Advertisement

Pollsters Study Outcome They Didn’t See Coming

Share
TIMES STAFF WRITER

Pollsters who failed to predict the size of John McCain’s victory in Tuesday’s New Hampshire primary--and the narrowness of Bill Bradley’s defeat--are not hanging their heads, but they are scratching them.

“We’re all saying, ‘What the hell happened?’ ” said Andy Smith, director of the University of New Hampshire’s Survey Center.

Though only one of six day-by-day tracking polls failed to predict the winners--American Research Group had Texas Gov. George W. Bush beating McCain--none foresaw the margins of victory. Going into the Republican primary, McCain led Bush in New Hampshire by no more than 12 percentage points in those polls. McCain ended up with an 18-point win.

Advertisement

On the Democratic side, Vice President Al Gore had a 16-point lead over Bradley in one poll and averaged just under a 10-point edge among six polls. Gore ended up beating the former New Jersey senator by only 4 percentage points.

The surprising margins, pollsters say, resulted from higher-than-expected turnout among New Hampshire’s independent voters and voters who were undecided until primary day strongly favoring insurgents McCain and Bradley. Why those factors failed to turn up in the tracking polls has pollsters like Smith reconsidering their formulas.

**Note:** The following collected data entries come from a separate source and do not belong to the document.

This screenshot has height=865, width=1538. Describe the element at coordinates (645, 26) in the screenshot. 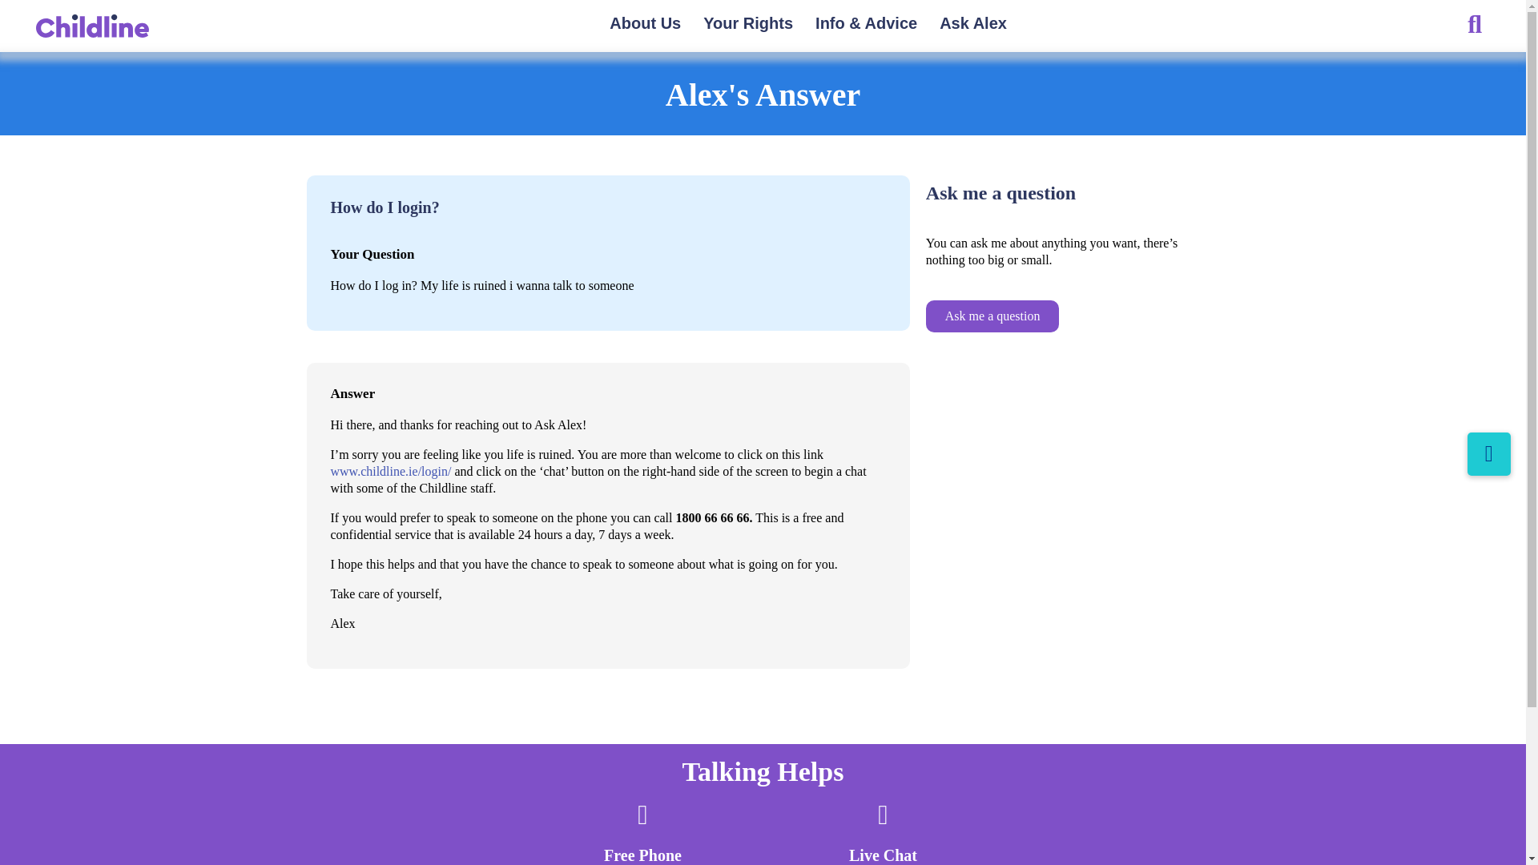

I see `About Us` at that location.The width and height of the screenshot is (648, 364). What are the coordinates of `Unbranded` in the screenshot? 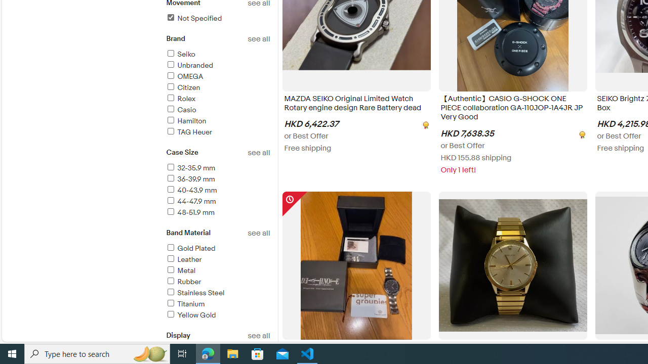 It's located at (218, 66).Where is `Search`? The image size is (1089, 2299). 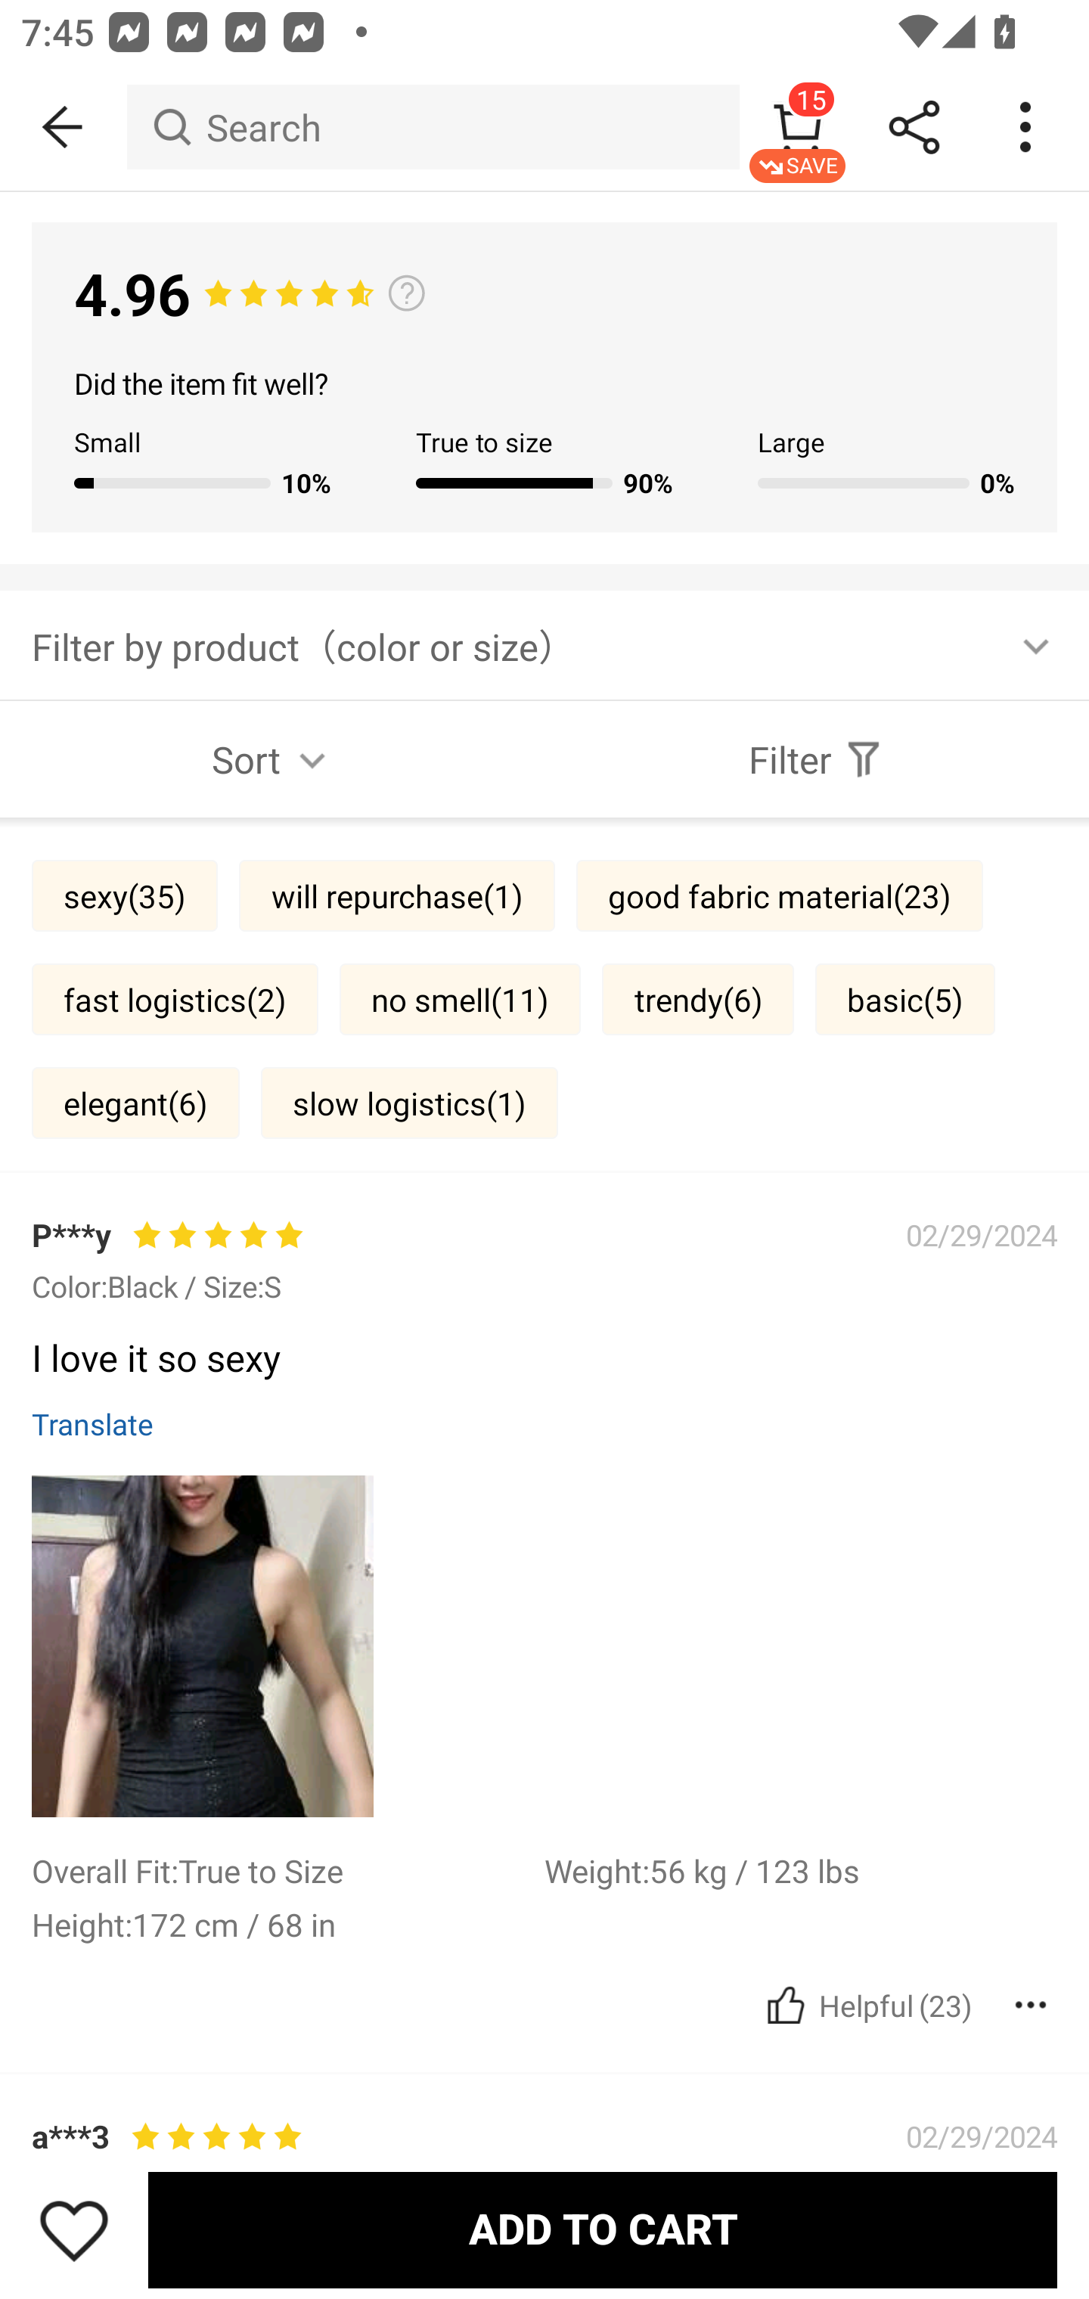 Search is located at coordinates (433, 127).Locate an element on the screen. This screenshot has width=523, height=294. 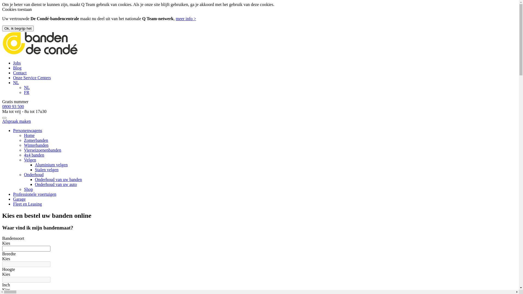
Onze Service Centers is located at coordinates (32, 78). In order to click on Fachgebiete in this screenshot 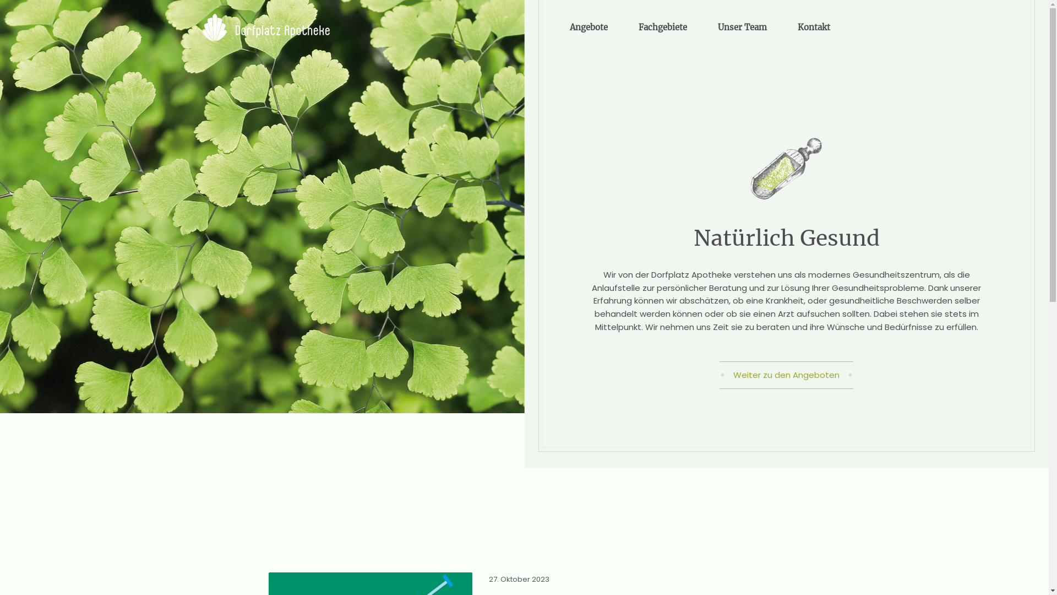, I will do `click(663, 28)`.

“For some reason we all were systematically missing a large group of voters from our samples,” Smith said, “and it’s up to us to figure out why that happened.”

CNN polling director Keating Holland said he’s “kicking” himself for not assuming that undecided voters, who typically favor challengers, would end up supporting McCain over the Texas governor and Bradley over the sitting vice president.

“If you’ve had eight years to decide whether or not you’re going to vote for Al Gore and you’re still undecided the day of the primary, you’re not going to vote for him,” Holland said.

Tracking polls, which try to gauge daily changes in public opinion, can be helpful in predicting trends, but they are “quick and dirty,” said Henry Brady, director of UC Berkeley’s Survey Research Center. They can very easily miss segments of a population.